Cowen, Deborah. “The Deadly Life of Logistics,” University of Minnesota Press, 2014
Claims: Logistics is an industry that is politically charged while presents itself as neutral. It is a valid part of production. It brings new kinds of crises, new paradigms of security, new uses of law, new logics of killing, and a new map of the world.
Who deals with: a view of consumer who does not see any logistics in their day-to-day life; "supply chain security" movement. Philosopher Michel Foucault, anthropologist Mark Duffield, cultural theorist Raymond Williams.
Method: A critique of a view of logistics as political neutral phenomenon, placing geography in the center of analysis. This is done via mixing sociological approach to the entanglement of military and economic force and Foucauldian genealogic approach to the shifting contours of power (Society Must Be Defended).
Why important: contributes to political sociology, anthropology and behavioural science in analysing connections between geography, logistics and forms of knowledge.
Relevance to my research: developing a spatial approach to thinking (online pages as different geographic locations); argument for political life of forms of knowledge that present themselves as purely technical is instrumental to developing my critique of ideology.
Aim: to sketch an emerging network of power and violence, shoing that seemingly banal and technocratic management of the movement of stuff through space has become a driving force of war and trade.
Limitations: geography of the book is limited for the reason that comprehensiveness is not necessary when studying distributed phenomena (17, quoting Kelty, 2008:20).
Chapter breakdown:
- History and context (debates in the fields of systems analysis, business, and physical distribution management).
- Political ground: supply chain security. Next three chapters break this down further:
- Labour: managing the bodies and movements
of productive labor. - Piracy.
- Urban revolution. Emergence of "logistics city”. a mix of miiltayr base and corporate export processing zone.
- Conclusion: alternative futures.
- - - -
Notes:
Transportation as an element of production rather than merely a service that follows production (2)
Analysis is performed along the following axes:
- militarization of the economy and the privatization of warfare;
- political life of forms of knowledge that present themselves as purely technical;
- Logistics as contemporary imperialism (8). "Present" as time of "logistics space", where violence is based on legal, conceptual and geographical shifts between the civilian and the military.
- queer reading of logistics (looking at it from the point of view of other). (5)
Maps: are not territories but nevertheless crucially important in the production of space (Lefebvre 1991, The Production of Space).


* **AIM OF THE TASK**
Where the word "legend" shows up in the entries below, please copy the whole line.

* **PROVIDED RECORDS**

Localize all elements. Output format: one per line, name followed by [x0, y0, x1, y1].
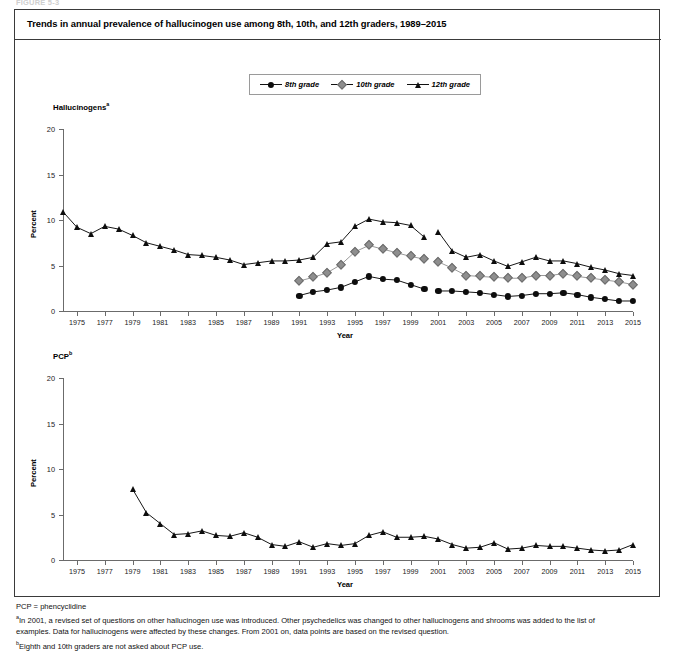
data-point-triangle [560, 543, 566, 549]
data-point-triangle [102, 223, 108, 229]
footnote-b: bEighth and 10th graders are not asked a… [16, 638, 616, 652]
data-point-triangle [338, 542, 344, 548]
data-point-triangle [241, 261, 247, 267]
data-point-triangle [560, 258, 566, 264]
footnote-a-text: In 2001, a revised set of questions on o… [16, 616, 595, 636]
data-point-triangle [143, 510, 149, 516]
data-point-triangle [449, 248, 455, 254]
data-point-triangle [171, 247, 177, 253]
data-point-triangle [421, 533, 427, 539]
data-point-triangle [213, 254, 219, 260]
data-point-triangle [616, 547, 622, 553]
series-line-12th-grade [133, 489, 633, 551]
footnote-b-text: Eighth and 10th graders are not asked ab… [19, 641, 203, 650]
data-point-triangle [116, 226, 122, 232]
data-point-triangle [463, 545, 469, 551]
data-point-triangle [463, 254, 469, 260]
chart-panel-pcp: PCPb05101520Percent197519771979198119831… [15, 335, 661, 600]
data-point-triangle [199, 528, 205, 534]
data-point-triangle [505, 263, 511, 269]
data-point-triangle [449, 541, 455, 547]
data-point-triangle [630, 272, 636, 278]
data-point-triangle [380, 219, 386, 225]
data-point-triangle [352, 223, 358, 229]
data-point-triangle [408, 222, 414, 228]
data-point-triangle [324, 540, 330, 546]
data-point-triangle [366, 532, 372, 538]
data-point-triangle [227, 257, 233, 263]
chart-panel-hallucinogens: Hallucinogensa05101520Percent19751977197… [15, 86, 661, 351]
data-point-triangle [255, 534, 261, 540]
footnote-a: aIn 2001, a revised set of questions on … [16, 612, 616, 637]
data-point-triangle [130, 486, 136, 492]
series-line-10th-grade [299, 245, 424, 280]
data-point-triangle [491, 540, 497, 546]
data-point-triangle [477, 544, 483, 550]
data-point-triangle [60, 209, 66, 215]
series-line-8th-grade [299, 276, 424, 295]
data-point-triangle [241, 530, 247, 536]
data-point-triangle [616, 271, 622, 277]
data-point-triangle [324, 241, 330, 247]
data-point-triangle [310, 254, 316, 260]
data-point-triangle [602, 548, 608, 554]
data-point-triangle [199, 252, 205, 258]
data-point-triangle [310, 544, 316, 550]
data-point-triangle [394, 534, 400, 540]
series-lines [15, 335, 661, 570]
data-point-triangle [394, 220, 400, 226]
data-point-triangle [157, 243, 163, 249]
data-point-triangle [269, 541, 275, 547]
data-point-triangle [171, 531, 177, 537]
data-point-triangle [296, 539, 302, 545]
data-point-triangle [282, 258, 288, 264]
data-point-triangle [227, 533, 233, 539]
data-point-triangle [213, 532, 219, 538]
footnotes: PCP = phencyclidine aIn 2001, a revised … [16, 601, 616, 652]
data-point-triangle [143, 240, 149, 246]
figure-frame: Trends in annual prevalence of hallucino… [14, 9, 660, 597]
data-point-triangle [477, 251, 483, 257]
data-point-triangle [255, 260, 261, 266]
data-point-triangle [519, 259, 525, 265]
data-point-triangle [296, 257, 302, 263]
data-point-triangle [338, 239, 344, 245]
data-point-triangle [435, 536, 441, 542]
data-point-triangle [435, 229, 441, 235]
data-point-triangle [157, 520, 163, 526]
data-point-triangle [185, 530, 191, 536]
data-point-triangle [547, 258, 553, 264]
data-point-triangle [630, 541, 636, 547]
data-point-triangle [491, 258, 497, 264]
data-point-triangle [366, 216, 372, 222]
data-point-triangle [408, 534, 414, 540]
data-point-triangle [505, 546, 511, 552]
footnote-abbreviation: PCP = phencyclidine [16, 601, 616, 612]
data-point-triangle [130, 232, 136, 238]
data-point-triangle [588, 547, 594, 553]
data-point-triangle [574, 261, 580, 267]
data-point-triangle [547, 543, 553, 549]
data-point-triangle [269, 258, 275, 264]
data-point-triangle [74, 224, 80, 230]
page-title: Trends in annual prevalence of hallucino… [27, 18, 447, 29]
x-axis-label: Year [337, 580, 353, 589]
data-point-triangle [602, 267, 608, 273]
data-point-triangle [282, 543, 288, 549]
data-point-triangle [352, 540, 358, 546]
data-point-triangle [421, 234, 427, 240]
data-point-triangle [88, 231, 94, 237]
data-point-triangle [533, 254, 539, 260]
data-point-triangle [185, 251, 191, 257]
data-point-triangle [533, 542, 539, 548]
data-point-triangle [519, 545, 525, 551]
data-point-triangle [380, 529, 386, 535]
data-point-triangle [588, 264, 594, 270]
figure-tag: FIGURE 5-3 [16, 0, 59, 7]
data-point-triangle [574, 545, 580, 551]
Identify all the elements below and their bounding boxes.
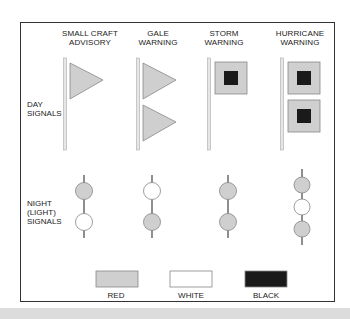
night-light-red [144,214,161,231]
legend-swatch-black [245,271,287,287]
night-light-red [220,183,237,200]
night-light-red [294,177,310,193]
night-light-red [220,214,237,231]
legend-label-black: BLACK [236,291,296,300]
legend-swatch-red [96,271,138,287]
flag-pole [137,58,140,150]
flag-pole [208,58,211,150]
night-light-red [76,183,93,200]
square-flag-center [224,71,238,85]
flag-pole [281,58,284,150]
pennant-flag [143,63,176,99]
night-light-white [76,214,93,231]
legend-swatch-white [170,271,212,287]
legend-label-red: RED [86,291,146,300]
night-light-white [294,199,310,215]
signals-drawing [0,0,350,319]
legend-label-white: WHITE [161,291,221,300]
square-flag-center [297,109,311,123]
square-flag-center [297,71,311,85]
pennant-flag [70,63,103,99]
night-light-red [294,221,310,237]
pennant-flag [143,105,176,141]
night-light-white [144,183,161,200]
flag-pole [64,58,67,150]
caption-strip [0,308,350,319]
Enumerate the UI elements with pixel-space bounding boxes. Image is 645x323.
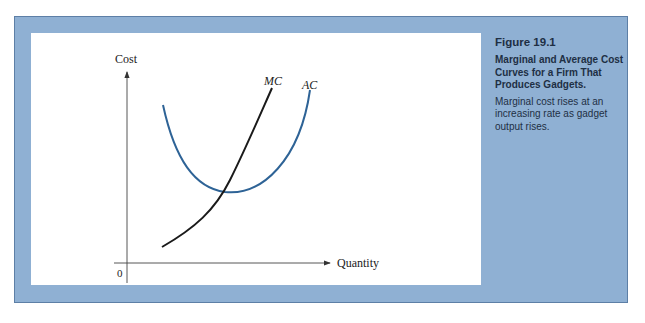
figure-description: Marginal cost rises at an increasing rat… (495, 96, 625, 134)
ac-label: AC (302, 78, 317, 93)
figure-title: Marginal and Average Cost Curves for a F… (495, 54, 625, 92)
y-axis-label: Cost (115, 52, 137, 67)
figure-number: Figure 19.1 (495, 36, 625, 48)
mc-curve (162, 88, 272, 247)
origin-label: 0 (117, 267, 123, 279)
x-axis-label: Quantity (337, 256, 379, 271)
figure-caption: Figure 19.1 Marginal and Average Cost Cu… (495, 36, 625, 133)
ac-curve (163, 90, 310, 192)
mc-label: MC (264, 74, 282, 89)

* **YOUR RESPONSE**
legend-swatch-black [245,271,287,287]
legend-label-black: BLACK [236,291,296,300]
legend-swatch-red [96,271,138,287]
legend-swatch-white [170,271,212,287]
legend-label-red: RED [86,291,146,300]
legend-label-white: WHITE [161,291,221,300]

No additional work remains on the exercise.